AI has been awful on Reddit.
I've acquired a sense for at least some of the bots. There's this set of bots that post a high-engagement post about once a day to an implausibly large range of subreddits, with implausible regularity. I can tell by the way I remove them and the way that the other subs are mostly not that most subs have not figured this out yet.
There is an obvious solution to that problem, which I haven't wanted to put out there, but I've become increasingly suspicious that it's already been figured out anyhow, which is to limit a specific user account to a specific "persona" with plausible interests and posting rates.
And that's where I think the race may well end, victory spammers.

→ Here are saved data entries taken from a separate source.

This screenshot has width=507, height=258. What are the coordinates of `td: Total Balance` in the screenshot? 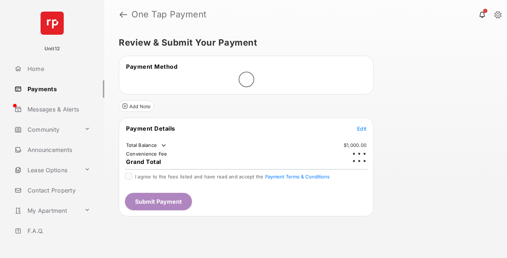 It's located at (146, 145).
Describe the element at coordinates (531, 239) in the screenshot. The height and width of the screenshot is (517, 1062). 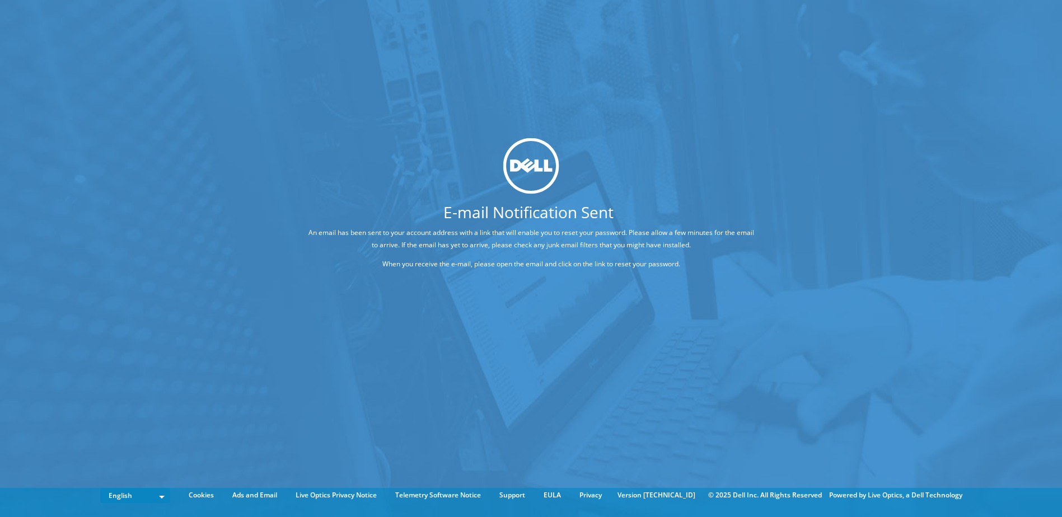
I see `p: An email has been sent to your account address with a link that will enable you to reset your pas...` at that location.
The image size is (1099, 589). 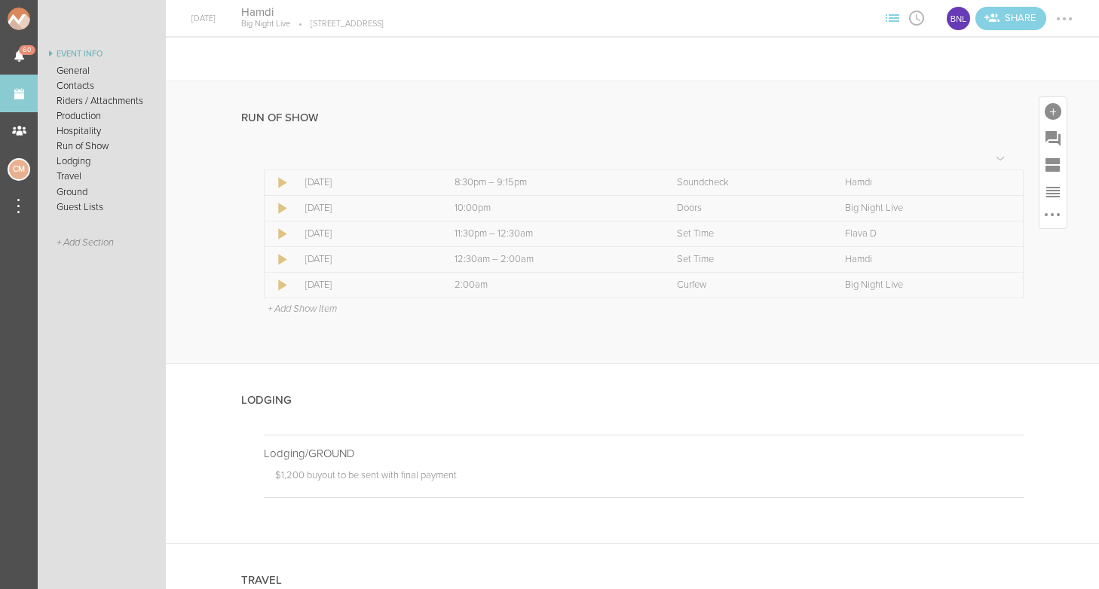 What do you see at coordinates (102, 86) in the screenshot?
I see `a: Contacts` at bounding box center [102, 86].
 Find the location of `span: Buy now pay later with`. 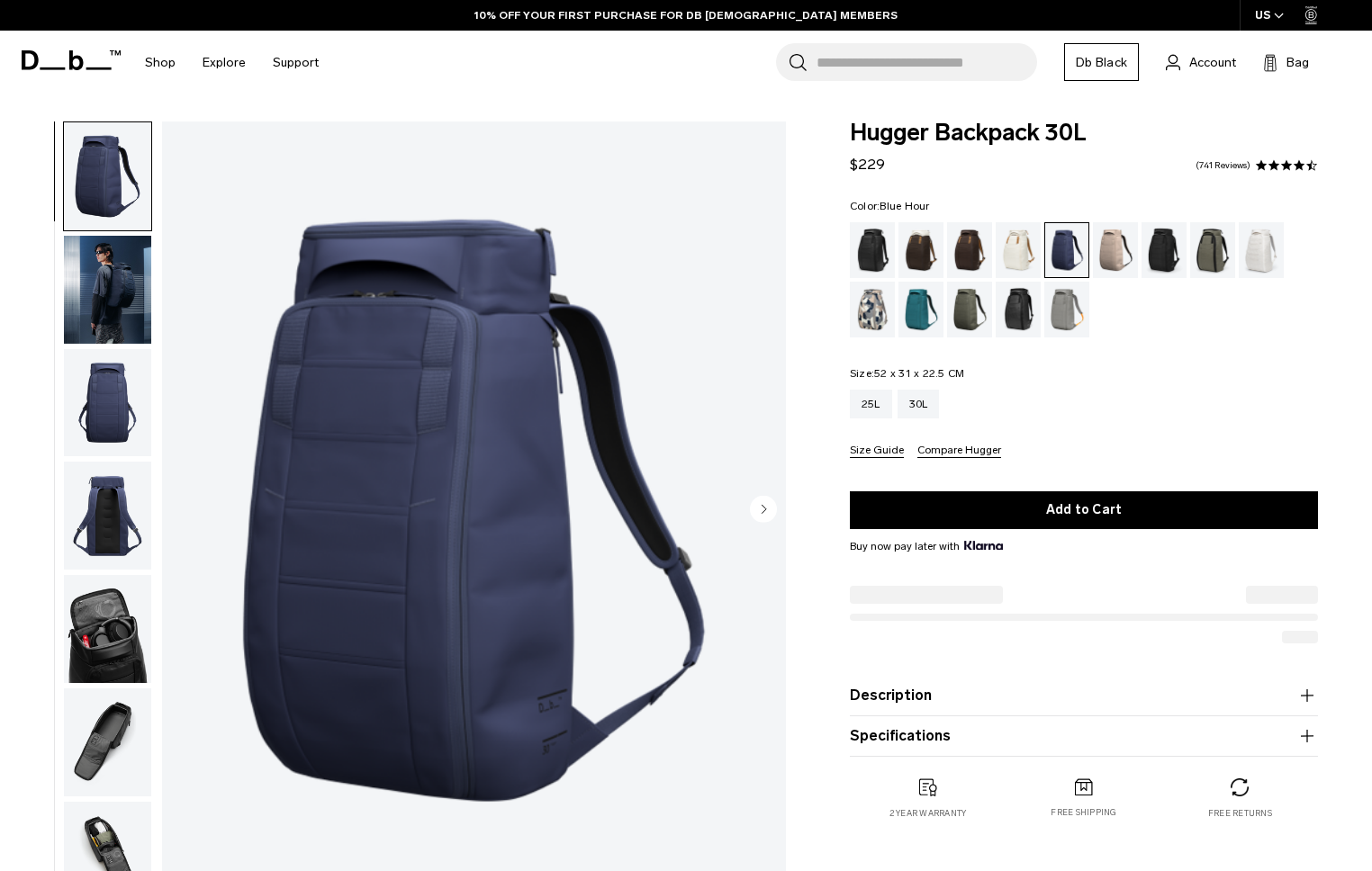

span: Buy now pay later with is located at coordinates (926, 547).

If there's a winning move against that in general I haven't figured it out.
I know reddit is concerned about this at the corporate level but I'm not sure they realize this is possibly their #1 threat, towering above all others. Not that I have any specific suggestions about what to do about it either. And it's years before the masses realize this and stop visiting, and by the time that happens all the social media companies are going to be in trouble for the same reason. You can see the leading edge here on HN but it's still only an almost negligible fraction of the total userbase of something like Reddit today. But that will change.
Out of curiosity, has anyone noticed a non-negligible presence of bots in threads on HN? I haven't, but I'm not sure if that's because I'm bad at spotting them or because HN is good at getting rid of them or because HN is a niche platform.
Considering reddit now allows you to hide your post history, I don't know if the admins consider bots to be the giant problem that they certainly are.